Now given the outright tiny size of our eardrums, this may hardly be surprising, what was however intriguing to me is that if human hearing is so completely nonlinear, why do we audiophiles obsess relentlessly about the flatness of a particular response?


The easy answer is of course, because that is how we are used to hearing in the real world. But are we? When studying this topic deeper, I found the opposite to be just as true: we hear and interpret things with a strong bias to what is physically possible in the world of physics, and just how optical illusion rely on our brains preference to see the world in a way that makes sense to us, acoustical illusions are just as much of a possibility.


MP3 compression, for example, is built on such acoustical illusion, where two tones can be replaced by one single tone through a phenomenon called auditory masking, thus reducing the amount of data immensely. Now you can think of MP3 what you like, but the fact that it works as well as it does, actually does seem remarkable given the gross reduction of actual sound.


One other phenomenon that I became particularly fond of, is that of phantom frequencies also known as “missing fundamentals”. The human brain, you see is not one to easily accept the outright impossible and always prefers interpretations of sound that relate back to something we have learnt to be real. So say there are overtones that could only be generated by also generating a fundamental note, we can remove the fundamental and our brain will simply invent it back for us, not only that, in many cases it will also create the subfundamentals.


This is something that is very inherently used in those tiny loudspeakers and Bluetooth radios that surround us these days, which simply cannot produce the fundamental frequencies of a lower, pitched musical instruments. Such fundamentals are completely eliminated and our brains come to the admittedly partial rescue by substituting by perception what´s los in reality.


So what does that all mean for someone like me who builds loudspeakers for a living? Well thinking back on Saturday´s Blog on Bass, it became clear that if the brain can invent fundamental frequencies out of mid air, it can certainly also bring to life fundamentals that are in fact there albeit at a slightly lower loudness than one might consider ideal.
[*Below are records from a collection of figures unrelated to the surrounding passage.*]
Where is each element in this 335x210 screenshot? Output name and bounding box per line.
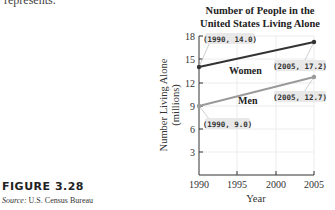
women-series-label: Women xyxy=(229,65,262,76)
men-series-label: Men xyxy=(238,95,258,106)
callout-women-2005: (2005, 17.2) xyxy=(273,62,327,71)
y-tick-3: 3 xyxy=(190,147,195,158)
source-prefix: Source: xyxy=(2,196,27,205)
x-tick-1995: 1995 xyxy=(227,179,247,190)
men-point-1990 xyxy=(197,104,201,108)
men-point-2005 xyxy=(312,75,316,79)
source-note: Source: U.S. Census Bureau xyxy=(2,196,93,205)
y-tick-9: 9 xyxy=(190,101,195,112)
y-axis-units: (millions) xyxy=(170,84,182,126)
x-tick-2000: 2000 xyxy=(266,179,286,190)
women-point-1990 xyxy=(197,65,201,69)
callout-women-1990: (1990, 14.0) xyxy=(203,35,257,44)
x-axis-title: Year xyxy=(246,193,266,204)
x-tick-2005: 2005 xyxy=(304,179,324,190)
source-text: U.S. Census Bureau xyxy=(27,196,93,205)
y-tick-12: 12 xyxy=(185,78,195,89)
y-tick-6: 6 xyxy=(190,124,195,135)
callout-men-1990: (1990, 9.0) xyxy=(203,120,253,129)
figure-label: FIGURE 3.28 xyxy=(2,180,84,193)
y-tick-18: 18 xyxy=(185,31,195,42)
women-point-2005 xyxy=(312,40,316,44)
line-chart: 18 15 12 9 6 3 1990 1995 2000 2005 Year … xyxy=(0,0,335,210)
callout-men-2005: (2005, 12.7) xyxy=(273,93,327,102)
y-tick-15: 15 xyxy=(185,54,195,65)
y-axis-title: Number Living Alone xyxy=(158,58,169,151)
x-tick-1990: 1990 xyxy=(189,179,209,190)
So for those willing to compromise a little on size and bass extension for the benefit good Spouse Acceptability Factor, a precise sound stage and great stereo imaging, a smooth bass roll off like the one found on a well designed quarter wave like our SoundSommeliers, is almost more important than a flat base response at the price of all entails in terms of price, complexity and size. This is because of our brains bias to invent the fundamentals and subharmonics that happen down below in the basses and even if they are not at full sound pressure level with the rest of the frequency range, as long as there is something and its congruent with the overtones, our brains will do their magic to make things sound the way they should.
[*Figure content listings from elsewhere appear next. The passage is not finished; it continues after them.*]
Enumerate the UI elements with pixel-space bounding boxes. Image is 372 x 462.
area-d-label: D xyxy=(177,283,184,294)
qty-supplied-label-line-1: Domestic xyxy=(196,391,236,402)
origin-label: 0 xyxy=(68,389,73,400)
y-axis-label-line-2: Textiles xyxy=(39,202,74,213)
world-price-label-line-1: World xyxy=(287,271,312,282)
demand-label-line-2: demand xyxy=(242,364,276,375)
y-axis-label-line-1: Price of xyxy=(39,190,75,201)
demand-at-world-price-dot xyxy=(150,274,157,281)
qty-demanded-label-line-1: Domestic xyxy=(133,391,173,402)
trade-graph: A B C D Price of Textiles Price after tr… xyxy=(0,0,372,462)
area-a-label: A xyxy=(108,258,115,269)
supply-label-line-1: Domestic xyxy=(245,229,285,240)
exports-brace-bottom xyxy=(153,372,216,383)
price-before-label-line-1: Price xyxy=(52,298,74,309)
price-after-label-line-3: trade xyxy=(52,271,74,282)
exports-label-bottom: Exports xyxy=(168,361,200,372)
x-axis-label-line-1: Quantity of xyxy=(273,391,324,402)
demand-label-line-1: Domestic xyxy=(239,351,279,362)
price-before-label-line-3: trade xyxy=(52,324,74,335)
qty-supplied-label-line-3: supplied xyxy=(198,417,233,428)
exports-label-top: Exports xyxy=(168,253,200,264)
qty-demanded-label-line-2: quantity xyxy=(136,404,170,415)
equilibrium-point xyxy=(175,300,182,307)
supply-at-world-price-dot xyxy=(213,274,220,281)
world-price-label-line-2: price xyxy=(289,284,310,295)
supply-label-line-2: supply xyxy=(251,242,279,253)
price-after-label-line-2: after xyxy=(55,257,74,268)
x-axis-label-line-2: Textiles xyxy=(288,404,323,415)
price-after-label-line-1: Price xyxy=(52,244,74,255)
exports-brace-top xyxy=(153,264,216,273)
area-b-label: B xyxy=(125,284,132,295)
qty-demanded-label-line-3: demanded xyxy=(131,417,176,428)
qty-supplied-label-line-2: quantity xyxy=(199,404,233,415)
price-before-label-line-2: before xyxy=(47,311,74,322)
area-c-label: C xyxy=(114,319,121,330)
Unfortunately many speaker designers are now looking too much at the overall lowest frequency they can express as an important marketing parameter that customers understand, and by tuning a normal bass reflex design too agressively, a dominant frequency is created that is then not in harmony with its overtone. This is a dreaded phenomenon called one note bass and it can really mess with our brains.
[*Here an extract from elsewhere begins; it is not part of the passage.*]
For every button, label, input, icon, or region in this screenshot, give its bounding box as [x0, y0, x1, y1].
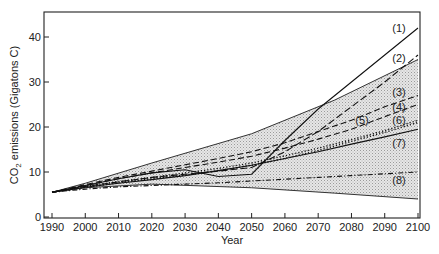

Now there is of course a place for everything and if a flat response down to 20HZ is your thing then that´s a wonderful technical challenge to strive for. Consider, however, that by the time the sound passes the pinna, tickles your eardrum and sends signals up your auditory nerve and on to your auditory cortex to create your particular perceptual metaphor of rising and falling air pressure around you, consider that by that time, all flatness is merely an idea. Or as aptly put it in his song "Consider me Gone": "To look for perfection is all very well, but searching for heaven is to live here in hell."